What’s the Core Problem?
Many applications use prepared statements to securely interact with databases. It’s common to send large binary or text values to PostgreSQL using methods like PreparedStatement.setText(int, InputStream) or PreparedStatement.setBytea(int, InputStream). If the InputStream is larger than 2KB, pgjdbc (in affected versions) writes this data to a temporary file—usually in a "system temp directory" (like /tmp on Unix-like systems).
Here’s the catch: These temporary files are created world-readable by default! On typical Unix-like systems, the temp directory is shared by all users. Any local user—or malware running as a user on the system—can peek into the temp files your Java app creates, and read things they shouldn’t see. This is a classic information disclosure problem.
MacOS: Not affected due to how temp files are managed there.
Reference: pgjdbc security advisory
Suppose your app writes confidential user data to the database
try (PreparedStatement ps = connection.prepareStatement(
"INSERT INTO users (username, profile_pic) VALUES (?, ?)")) {
ps.setString(1, "alice");
// The file is bigger than 2KB
InputStream pic = new FileInputStream("/home/alice/photos/private_pic.jpg");
ps.setBinaryStream(2, pic);
ps.executeUpdate();
}
What happens under the hood:
If private_pic.jpg > 2KB, pgjdbc writes it to something like /tmp/pgjdbcXXXX.tmp temporarily. On Unix, this file is world-readable by default.

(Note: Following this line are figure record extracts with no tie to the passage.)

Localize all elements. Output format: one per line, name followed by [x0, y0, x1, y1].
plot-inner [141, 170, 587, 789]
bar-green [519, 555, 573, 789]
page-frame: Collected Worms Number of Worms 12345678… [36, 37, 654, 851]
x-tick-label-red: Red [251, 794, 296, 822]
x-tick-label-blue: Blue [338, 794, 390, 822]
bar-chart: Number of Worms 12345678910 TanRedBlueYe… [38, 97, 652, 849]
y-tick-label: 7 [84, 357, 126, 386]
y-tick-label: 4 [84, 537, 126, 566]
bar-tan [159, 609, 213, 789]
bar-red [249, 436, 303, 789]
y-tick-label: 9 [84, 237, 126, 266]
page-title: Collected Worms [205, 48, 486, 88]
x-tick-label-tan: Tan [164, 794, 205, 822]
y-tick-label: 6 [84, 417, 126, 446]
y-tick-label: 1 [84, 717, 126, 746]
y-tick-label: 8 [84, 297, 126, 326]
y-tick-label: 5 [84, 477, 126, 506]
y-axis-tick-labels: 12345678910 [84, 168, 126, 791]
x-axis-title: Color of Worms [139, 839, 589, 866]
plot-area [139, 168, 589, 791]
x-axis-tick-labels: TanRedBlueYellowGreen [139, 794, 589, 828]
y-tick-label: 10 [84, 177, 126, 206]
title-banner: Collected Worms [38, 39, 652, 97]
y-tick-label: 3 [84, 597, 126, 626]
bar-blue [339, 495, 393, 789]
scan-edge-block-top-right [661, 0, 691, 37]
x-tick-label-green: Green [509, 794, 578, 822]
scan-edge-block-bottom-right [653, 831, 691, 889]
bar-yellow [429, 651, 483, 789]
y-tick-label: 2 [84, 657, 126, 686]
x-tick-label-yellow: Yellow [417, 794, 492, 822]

2. An Attacker Grabs the Data
Any local user on the machine can snoop on /tmp/pgjdbcXXXX.tmp files—just by listing files and reading new ones as they appear:
# Attacker process on the same host
ls -ltr /tmp/pgjdbc*
cat /tmp/pgjdbcXXXX.tmp # Replace with the actual temp filename
# Now attacker sees Alice's private_pic.jpg before the app deletes the file!

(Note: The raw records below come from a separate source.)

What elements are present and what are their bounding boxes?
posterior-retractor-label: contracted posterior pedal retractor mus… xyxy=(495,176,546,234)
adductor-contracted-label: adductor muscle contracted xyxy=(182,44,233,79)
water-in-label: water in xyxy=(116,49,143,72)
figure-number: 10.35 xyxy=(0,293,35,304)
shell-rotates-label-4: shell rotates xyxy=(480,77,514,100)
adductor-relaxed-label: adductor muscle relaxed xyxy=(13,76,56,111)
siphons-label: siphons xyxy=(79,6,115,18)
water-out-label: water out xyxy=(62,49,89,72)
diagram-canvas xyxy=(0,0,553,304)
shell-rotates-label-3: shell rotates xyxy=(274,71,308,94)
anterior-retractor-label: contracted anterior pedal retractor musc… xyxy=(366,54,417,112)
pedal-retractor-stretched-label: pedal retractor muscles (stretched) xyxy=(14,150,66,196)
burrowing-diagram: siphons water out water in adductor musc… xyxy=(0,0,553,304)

There’s no way for the attacker to overwrite or control what data lands in these files, but they can read sensitive stuff.
Why This Matters
- Multi-user, shared servers: Apps running on shared servers (think university servers, old VMs, or community development environments) could leak critical application or user data to other users with simple shell commands.
- Sensitive Data: Anything sent via streams—images, documents, even moderately sized text blobs—may be exposed before deletion.
How the Vulnerability Was Fixed
In version 4.5., pgjdbc now creates its temporary files using Java's file APIs that can mark the file as private to the Java process (mode 060). This stops other users from reading the temp files.
Important note: Java 1.7+ introduced better file permissions APIs, so the patch only works for recent Java platforms. If you’re still on Java 1.6 or below, you can’t upgrade to a secure version.
Reference: CVE-2022-41946 NVD entry
2. Mitigation for Old Java (1.6 and earlier)
Set the java.io.tmpdir property to a private directory owned and readable only by your app’s user. For example:
# Before starting your Java app
mkdir -m 700 /home/myappuser/tmp
export JAVA_OPTS="$JAVA_OPTS -Djava.io.tmpdir=/home/myappuser/tmp"
In Java
System.setProperty("java.io.tmpdir", "/home/myappuser/tmp");
Make sure:
Conclusion
CVE-2022-41946 shows how even well-reviewed open source libraries can make dangerous assumptions about system defaults. If your Java app consumes large streams through pgjdbc—especially on shared or sensitive infrastructure—check your pgjdbc version and Java runtime, and patch ASAP.
Useful Links:
- CVE-2022-41946 on GitHub Security Advisory
- National Vulnerability Database Entry
- pgjdbc Release Notes
Stay safe, audit your dependencies, and always keep an eye on where your temporary files go!